Is there hope for buses in Melton? Potentially there is. Although there will need to be extra resources to provide better than sparse service on at least some corridors. 

Below is a revamped network concept for Melton township. Like the successful Wyndham system it is a two tier network with more direct and more frequent service on main roads. Where the centre of development is away from the main road and a clear path through its centre exists then the route may follow that.  


Three of the four more frequent routes serve Melton Station or Woodgrove Shopping Centre. Two serve town centres at High St Melton and the proposed town centre near Cobblebank Station. All are direct and all run to a train station.

Routes 450 and 451 operate as a pair. Arriving Route 450 services form Route 451 services at the northern terminus (see the arrows) and vice versa. The rationale of this is that passengers on the 451 can get a one-seat ride to Woodgrove Shopping Centre. Similarly those on the 450 can travel to the town centre. This provides the directness of a new network's routes with the one-seat rides of the current network. It is similar to what currently happens on the successful 494/495 pair at Point Cook.

454 is an extension and upgrade of this newly introduced route. It provides a more frequent service to Brookfield and a connection to Woodgrove. The It serves new housing areas south of the railway near Cobblebank and west in the Brookfield area. Woodgrove provides an attractive local terminus.

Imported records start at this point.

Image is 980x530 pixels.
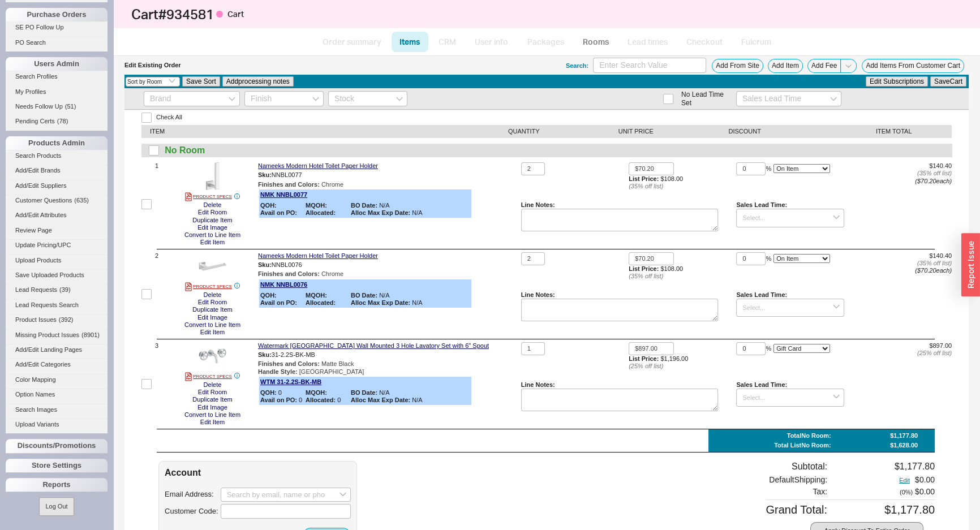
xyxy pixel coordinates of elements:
b: Finishes and Colors : [258,271,319,278]
span: N/A [351,209,423,217]
a: PRODUCT SPECS [185,282,232,292]
span: N/A [351,299,423,307]
div: Sales Lead Time: [737,292,844,298]
img: NNBL0077_kwxndx [199,162,227,190]
a: Nameeks Modern Hotel Toilet Paper Holder [258,162,378,169]
span: % [766,255,771,262]
div: Tax : [766,487,827,497]
a: Packages [519,31,572,52]
div: $0.00 [850,476,935,485]
div: Reports [6,478,107,492]
div: Total No Room : [787,432,831,439]
b: Alloc Max Exp Date: [351,397,410,403]
a: Color Mapping [6,374,107,386]
a: Add/Edit Brands [6,165,107,176]
div: Discounts/Promotions [6,439,107,453]
a: NMK NNBL0077 [260,191,308,198]
a: Lead Requests(39) [6,284,107,296]
div: $1,628.00 [890,442,918,449]
div: ( 35 % off list) [845,259,952,267]
span: $140.40 [929,162,952,169]
h1: Cart # 934581 [131,6,502,22]
div: Sales Lead Time: [737,202,844,209]
span: N/A [351,397,423,404]
div: UNIT PRICE [619,128,729,135]
a: Add/Edit Landing Pages [6,344,107,356]
a: Save Uploaded Products [6,269,107,281]
span: Add Fee [811,61,837,70]
a: Fulcrum [733,31,779,52]
div: Email Address: [165,490,218,499]
span: No Lead Time Set [681,91,730,107]
b: Allocated: [306,397,336,403]
svg: open menu [833,395,840,399]
span: $140.40 [929,252,952,259]
button: Edit Subscriptions [866,77,928,86]
div: Subtotal: [766,461,827,472]
span: Check All [156,114,182,121]
span: Add From Site [716,61,760,70]
span: Needs Follow Up [15,103,63,109]
button: Edit Room [195,209,230,216]
button: Addprocessing notes [223,77,294,86]
span: 0 [306,397,351,404]
a: Search Images [6,404,107,416]
button: Duplicate Item [189,306,236,313]
a: Lead Requests Search [6,299,107,311]
input: Select... [737,209,844,227]
a: Update Pricing/UPC [6,239,107,251]
div: Sales Lead Time: [737,381,844,388]
span: Cart [227,9,244,19]
b: BO Date: [351,389,377,396]
span: $897.00 [929,342,952,349]
b: Avail on PO: [260,299,297,306]
button: Edit Image [194,314,231,321]
b: List Price: [628,356,658,362]
a: Pending Certs(78) [6,116,107,128]
span: Sku: [258,262,271,268]
i: ( 35 % off list) [628,183,663,190]
button: Duplicate Item [189,396,236,403]
span: Missing Product Issues [15,331,80,338]
div: DISCOUNT [728,128,838,135]
button: Delete [200,202,225,209]
b: Finishes and Colors : [258,181,319,188]
button: Add Fee [808,59,841,73]
b: List Price: [628,176,658,182]
input: Finish [245,91,324,107]
button: SaveCart [930,77,967,86]
div: Account [165,467,351,478]
a: SE PO Follow Up [6,22,107,33]
span: Pending Certs [15,118,55,124]
a: Checkout [679,31,730,52]
a: Customer Questions(635) [6,195,107,206]
div: $1,177.80 [850,503,935,517]
b: MQOH: [306,389,327,396]
span: NNBL0077 [271,172,302,179]
svg: open menu [830,97,837,101]
a: Search Products [6,150,107,162]
span: ( 51 ) [65,103,77,109]
div: Users Admin [6,57,107,70]
div: ITEM TOTAL [838,128,949,135]
span: 1 [155,162,158,246]
span: NNBL0076 [271,262,302,268]
span: % [766,165,771,172]
a: Nameeks Modern Hotel Toilet Paper Holder [258,252,378,259]
div: Default Shipping: [766,476,827,485]
span: ( 8901 ) [82,331,100,338]
div: Products Admin [6,137,107,150]
div: Edit Existing Order [124,61,181,69]
div: Chrome [258,271,517,278]
b: QOH: [260,292,277,298]
svg: open menu [340,492,347,497]
b: Avail on PO: [260,209,297,216]
div: Line Notes: [521,202,718,209]
div: Chrome [258,181,517,188]
span: ( 0 %) [900,489,913,496]
span: Sku: [258,172,271,179]
button: Log Out [39,497,73,516]
span: 2 [155,252,158,336]
a: Search Profiles [6,70,107,82]
a: Missing Product Issues(8901) [6,329,107,341]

The last Useful Network route, the 455, has several roles. These include a simple direct service between Woodgrove Shopping Centre, Melton Town Centre and the industrial area to the east and a local route for fast-developing Arnolds Creek. The latter gets access to Woodgrove, the Melton town centre and trains at Cobblebank. This connection will become more important as Cobblebank develops as a town centre.

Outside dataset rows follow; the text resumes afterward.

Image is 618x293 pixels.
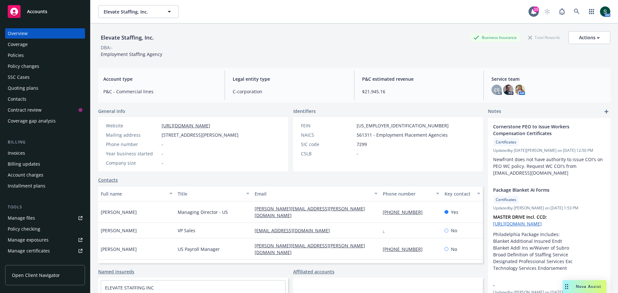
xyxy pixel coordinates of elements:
[5,3,85,21] a: Accounts
[178,246,220,253] span: US Payroll Manager
[488,182,611,277] div: Package Blanket AI FormsCertificatesUpdatedby [PERSON_NAME] on [DATE] 1:53 PMMASTER DRIVE Incl. C...
[5,139,85,146] div: Billing
[362,88,476,95] span: $21,945.16
[445,191,473,197] div: Key contact
[104,8,159,15] span: Elevate Staffing, Inc.
[488,118,611,182] div: Cornerstone PEO to Issue Workers Compensation CertificatesCertificatesUpdatedby [DATE][PERSON_NAM...
[493,205,605,211] span: Updated by [PERSON_NAME] on [DATE] 1:53 PM
[8,246,50,256] div: Manage certificates
[175,186,252,202] button: Title
[101,209,137,216] span: [PERSON_NAME]
[98,108,125,115] span: General info
[98,33,157,42] div: Elevate Staffing, Inc.
[293,108,316,115] span: Identifiers
[576,284,602,290] span: Nova Assist
[571,5,584,18] a: Search
[178,227,195,234] span: VP Sales
[493,123,589,137] span: Cornerstone PEO to Issue Workers Compensation Certificates
[301,132,354,138] div: NAICS
[563,281,571,293] div: Drag to move
[8,235,49,245] div: Manage exposures
[255,228,335,234] a: [EMAIL_ADDRESS][DOMAIN_NAME]
[496,139,517,145] span: Certificates
[600,6,611,17] img: photo
[5,39,85,50] a: Coverage
[27,9,47,14] span: Accounts
[106,141,159,148] div: Phone number
[252,186,380,202] button: Email
[101,227,137,234] span: [PERSON_NAME]
[162,141,163,148] span: -
[101,44,113,51] div: DBA: -
[563,281,607,293] button: Nova Assist
[162,160,163,166] span: -
[101,246,137,253] span: [PERSON_NAME]
[493,282,589,289] span: -
[178,191,243,197] div: Title
[233,88,347,95] span: C-corporation
[5,28,85,39] a: Overview
[493,187,589,194] span: Package Blanket AI Forms
[8,224,40,234] div: Policy checking
[493,157,604,176] span: Newfront does not have authority to issue COI's on PEO WC policy. Request WC COI's from [EMAIL_AD...
[5,159,85,169] a: Billing updates
[255,243,365,256] a: [PERSON_NAME][EMAIL_ADDRESS][PERSON_NAME][DOMAIN_NAME]
[301,150,354,157] div: CSLB
[383,191,432,197] div: Phone number
[5,94,85,104] a: Contacts
[101,191,166,197] div: Full name
[5,116,85,126] a: Coverage gap analysis
[255,191,371,197] div: Email
[5,257,85,267] a: Manage claims
[503,85,514,95] img: photo
[8,94,26,104] div: Contacts
[579,32,600,44] div: Actions
[162,132,239,138] span: [STREET_ADDRESS][PERSON_NAME]
[98,186,175,202] button: Full name
[233,76,347,82] span: Legal entity type
[8,159,40,169] div: Billing updates
[8,28,28,39] div: Overview
[98,177,118,184] a: Contacts
[106,122,159,129] div: Website
[451,209,459,216] span: Yes
[8,83,38,93] div: Quoting plans
[380,186,442,202] button: Phone number
[533,6,539,12] div: 13
[301,141,354,148] div: SIC code
[255,206,365,219] a: [PERSON_NAME][EMAIL_ADDRESS][PERSON_NAME][DOMAIN_NAME]
[585,5,598,18] a: Switch app
[569,31,611,44] button: Actions
[8,170,43,180] div: Account charges
[301,122,354,129] div: FEIN
[178,209,228,216] span: Managing Director - US
[5,181,85,191] a: Installment plans
[5,224,85,234] a: Policy checking
[357,141,367,148] span: 7299
[5,50,85,61] a: Policies
[8,116,56,126] div: Coverage gap analysis
[515,85,525,95] img: photo
[496,197,517,203] span: Certificates
[8,105,42,115] div: Contract review
[603,108,611,116] a: add
[383,246,428,252] a: [PHONE_NUMBER]
[101,51,162,57] span: Employment Staffing Agency
[8,39,28,50] div: Coverage
[556,5,569,18] a: Report a Bug
[103,76,217,82] span: Account type
[106,132,159,138] div: Mailing address
[5,235,85,245] a: Manage exposures
[493,214,547,220] strong: MASTER DRIVE Incl. CCD:
[8,213,35,224] div: Manage files
[362,76,476,82] span: P&C estimated revenue
[5,105,85,115] a: Contract review
[492,76,605,82] span: Service team
[357,132,448,138] span: 561311 - Employment Placement Agencies
[8,72,30,82] div: SSC Cases
[98,269,134,275] a: Named insureds
[5,83,85,93] a: Quoting plans
[8,61,39,71] div: Policy changes
[103,88,217,95] span: P&C - Commercial lines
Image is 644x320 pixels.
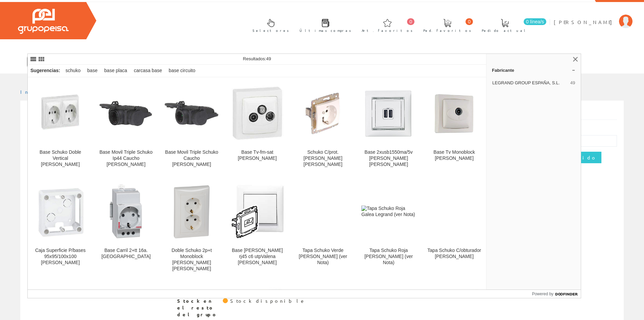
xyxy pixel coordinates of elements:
div: Schuko C/prot. [PERSON_NAME] [PERSON_NAME] [296,149,350,167]
a: Últimas compras [293,13,355,37]
span: Resultados: [243,56,271,61]
div: Caja Superficie P/bases 95x95/100x100 [PERSON_NAME] [33,247,87,266]
img: Caja Superficie P/bases 95x95/100x100 Legrand [33,182,87,242]
img: Grupo Peisa [18,9,69,34]
img: Base Movil Triple Schuko Caucho Legrand [164,86,219,141]
img: Base Schuko Doble Vertical Oteo Legrand [33,86,87,141]
div: base placa [101,64,130,77]
img: Base Movil Triple Schuko Ip44 Caucho Legrand [99,86,153,141]
span: 0 línea/s [524,18,546,25]
img: Base Tv Monoblock Oteo Legrand [427,86,482,141]
div: Tapa Schuko C/obturador [PERSON_NAME] [427,247,482,260]
span: Ped. favoritos [423,27,471,34]
span: Powered by [532,291,554,297]
div: Stock disponible [230,297,306,304]
div: Tapa Schuko Verde [PERSON_NAME] (ver Nota) [296,247,350,266]
a: Base Movil Triple Schuko Ip44 Caucho Legrand Base Movil Triple Schuko Ip44 Caucho [PERSON_NAME] [93,77,159,175]
img: Doble Schuko 2p+t Monoblock Blanco Valena Legrand [164,184,219,239]
div: Base Schuko Doble Vertical [PERSON_NAME] [33,149,87,167]
span: LEGRAND GROUP ESPAÑA, S.L. [492,80,568,86]
a: Doble Schuko 2p+t Monoblock Blanco Valena Legrand Doble Schuko 2p+t Monoblock [PERSON_NAME] [PERS... [159,176,224,280]
div: base [85,64,100,77]
img: Base Tv-fm-sat Oteo Legrand [230,86,285,141]
div: Base Movil Triple Schuko Caucho [PERSON_NAME] [164,149,219,167]
img: Base 2xusb1550ma/5v Blanco Valena Legrand [361,87,416,140]
img: Tapa Schuko C/obturador Blanca Galea Legrand [427,203,482,221]
a: Caja Superficie P/bases 95x95/100x100 Legrand Caja Superficie P/bases 95x95/100x100 [PERSON_NAME] [28,176,93,280]
img: Base blanco rj45 c6 utpValena Legrand [230,184,285,239]
div: Base Tv-fm-sat [PERSON_NAME] [230,149,285,162]
img: Tapa Schuko Verde Galea Legrand (ver Nota) [296,205,350,218]
div: Doble Schuko 2p+t Monoblock [PERSON_NAME] [PERSON_NAME] [164,247,219,272]
div: Base 2xusb1550ma/5v [PERSON_NAME] [PERSON_NAME] [361,149,416,167]
div: base circuito [166,64,198,77]
div: Base Tv Monoblock [PERSON_NAME] [427,149,482,162]
a: Powered by [532,290,581,298]
span: Últimas compras [299,27,351,34]
img: Tapa Schuko Roja Galea Legrand (ver Nota) [361,205,416,218]
a: Tapa Schuko Verde Galea Legrand (ver Nota) Tapa Schuko Verde [PERSON_NAME] (ver Nota) [290,176,356,280]
a: Base Tv-fm-sat Oteo Legrand Base Tv-fm-sat [PERSON_NAME] [225,77,290,175]
a: Fabricante [486,64,581,76]
a: Base Movil Triple Schuko Caucho Legrand Base Movil Triple Schuko Caucho [PERSON_NAME] [159,77,224,175]
span: Pedido actual [482,27,528,34]
span: Stock en el resto del grupo [177,297,218,318]
span: 49 [570,80,575,86]
a: Base Carril 2+tt 16a. Legrand Base Carril 2+tt 16a. [GEOGRAPHIC_DATA] [93,176,159,280]
img: Schuko C/prot. Blanco Valena Legrand [296,86,350,141]
a: [PERSON_NAME] [554,13,632,20]
a: Base Schuko Doble Vertical Oteo Legrand Base Schuko Doble Vertical [PERSON_NAME] [28,77,93,175]
a: Tapa Schuko C/obturador Blanca Galea Legrand Tapa Schuko C/obturador [PERSON_NAME] [421,176,487,280]
div: Base [PERSON_NAME] rj45 c6 utpValena [PERSON_NAME] [230,247,285,266]
span: [PERSON_NAME] [554,19,616,26]
span: Art. favoritos [362,27,413,34]
a: Base blanco rj45 c6 utpValena Legrand Base [PERSON_NAME] rj45 c6 utpValena [PERSON_NAME] [225,176,290,280]
div: Base Movil Triple Schuko Ip44 Caucho [PERSON_NAME] [99,149,153,167]
span: 49 [266,56,271,61]
a: Base Tv Monoblock Oteo Legrand Base Tv Monoblock [PERSON_NAME] [421,77,487,175]
a: Base 2xusb1550ma/5v Blanco Valena Legrand Base 2xusb1550ma/5v [PERSON_NAME] [PERSON_NAME] [356,77,421,175]
a: Inicio [20,89,49,95]
div: Base Carril 2+tt 16a. [GEOGRAPHIC_DATA] [99,247,153,260]
span: Selectores [253,27,289,34]
div: Tapa Schuko Roja [PERSON_NAME] (ver Nota) [361,247,416,266]
img: Base Carril 2+tt 16a. Legrand [106,181,146,242]
a: Selectores [246,13,293,37]
a: Schuko C/prot. Blanco Valena Legrand Schuko C/prot. [PERSON_NAME] [PERSON_NAME] [290,77,356,175]
span: 0 [466,18,473,25]
span: 0 [407,18,415,25]
div: Sugerencias: [28,66,62,76]
a: Tapa Schuko Roja Galea Legrand (ver Nota) Tapa Schuko Roja [PERSON_NAME] (ver Nota) [356,176,421,280]
div: carcasa base [131,64,165,77]
div: schuko [63,64,83,77]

The second tier of service comprises local routes 456, 457, 458 and 459, shown as fine lines. Except for 456 these are nothing like the existing local routes that have these numbers. 457 and 458 operate as an interlined pair, similar to the 450/451 example. Again this permits access to Melton's three main destinations without change. In addition, passengers living near the northern part of the route have the option of catching either route at Melton Station for a ride home.  If trains operate every 20 minutes these local routes might operate every 40 minutes interpeak with the potential for increased peak service depending on demand.

Conclusion

This is a potential revised bus network concept for much-neglected Melton town. What do you think? Would it make an improvement? Or could other things be done? Please leave any comments you have below.

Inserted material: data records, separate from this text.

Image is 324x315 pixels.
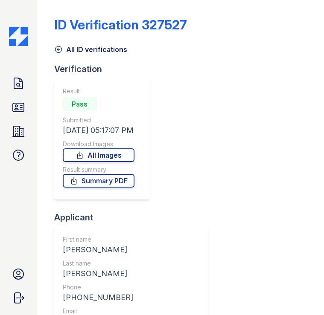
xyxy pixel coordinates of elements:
[288,281,315,307] iframe: chat widget
[63,165,134,174] div: Result summary
[54,63,156,75] div: Verification
[63,244,199,256] div: [PERSON_NAME]
[63,124,134,136] div: [DATE] 05:17:07 PM
[63,174,134,188] a: Summary PDF
[63,97,97,111] div: Pass
[63,116,134,124] div: Submitted
[63,87,134,95] div: Result
[54,44,127,55] a: All ID verifications
[63,292,199,304] div: [PHONE_NUMBER]
[54,211,214,223] div: Applicant
[63,283,199,292] div: Phone
[9,27,28,46] img: CE_Icon_Blue-c292c112584629df590d857e76928e9f676e5b41ef8f769ba2f05ee15b207248.png
[54,17,187,32] div: ID Verification 327527
[63,235,199,244] div: First name
[63,268,199,280] div: [PERSON_NAME]
[63,148,134,162] a: All Images
[63,140,134,148] div: Download Images
[63,259,199,268] div: Last name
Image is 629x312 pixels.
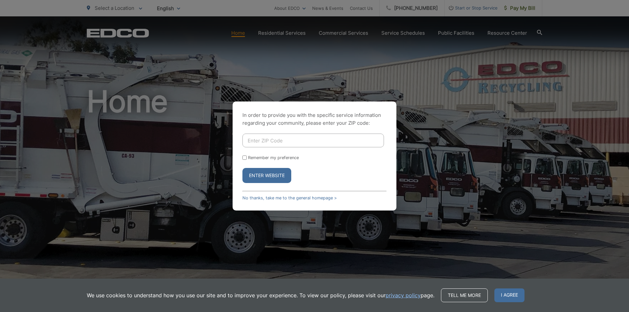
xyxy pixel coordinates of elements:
p: In order to provide you with the specific service information regarding your community, please en... [242,111,386,127]
a: privacy policy [385,291,420,299]
span: I agree [494,288,524,302]
a: No thanks, take me to the general homepage > [242,195,337,200]
input: Enter ZIP Code [242,134,384,147]
a: Tell me more [441,288,488,302]
p: We use cookies to understand how you use our site and to improve your experience. To view our pol... [87,291,434,299]
label: Remember my preference [248,155,299,160]
button: Enter Website [242,168,291,183]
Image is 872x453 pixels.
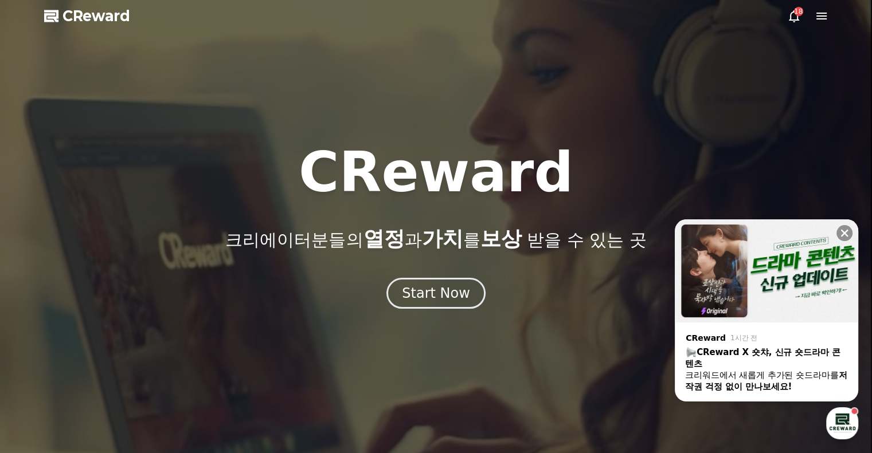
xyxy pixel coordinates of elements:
p: 크리에이터분들의 과 를 받을 수 있는 곳 [225,228,646,251]
h1: CReward [299,145,573,200]
a: 대화 [76,358,148,387]
div: Start Now [402,284,470,303]
span: 보상 [480,227,521,251]
button: Start Now [386,278,486,309]
a: Start Now [386,289,486,300]
a: CReward [44,7,130,25]
span: 설정 [177,375,191,385]
a: 18 [787,9,801,23]
span: 가치 [421,227,463,251]
span: 열정 [363,227,404,251]
span: CReward [62,7,130,25]
span: 대화 [105,376,119,385]
span: 홈 [36,375,43,385]
div: 18 [794,7,803,16]
a: 설정 [148,358,220,387]
a: 홈 [3,358,76,387]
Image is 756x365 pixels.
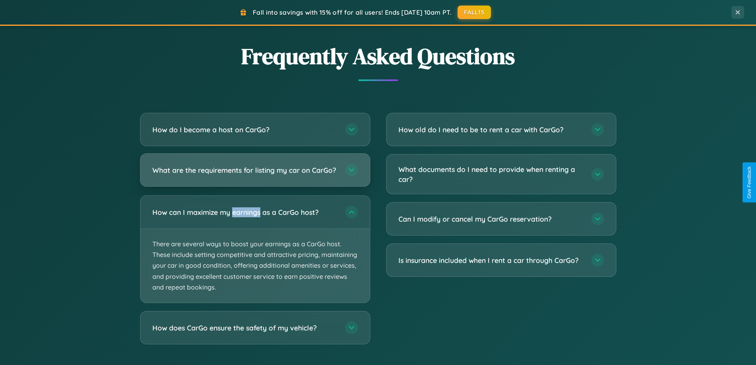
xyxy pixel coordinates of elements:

PS: An index to all Useful Networks is here.


4 comments:

Anonymous said...

I notice that your route 450 extends south past Melton Station, where does it end up at?

Peter Parker said...

Eventually Waterway Bvd near the proposed Wier Views town centre off Exford Rd.

Ricky said...

Just wondering your thoughts as to extending 458 south to Eynesbury there Peter? It's an area completely without any service, that could quite easily be served by a 40 min local without too much hassle.

Other location in the region without service is Hopetoun Park, but I'm not sure what benefit would be gained with a local service into there, especially with low density.

Peter Parker said...

Hopetoun Park is almost a hopeless case for PT due to low density and high car ownership. Eyenesbury is denser but it's a dead end a long way away. One might argue for a school bus that does some midday shopper style trips but I wouldn't be spending big money on service there until denser and closer areas had much better service.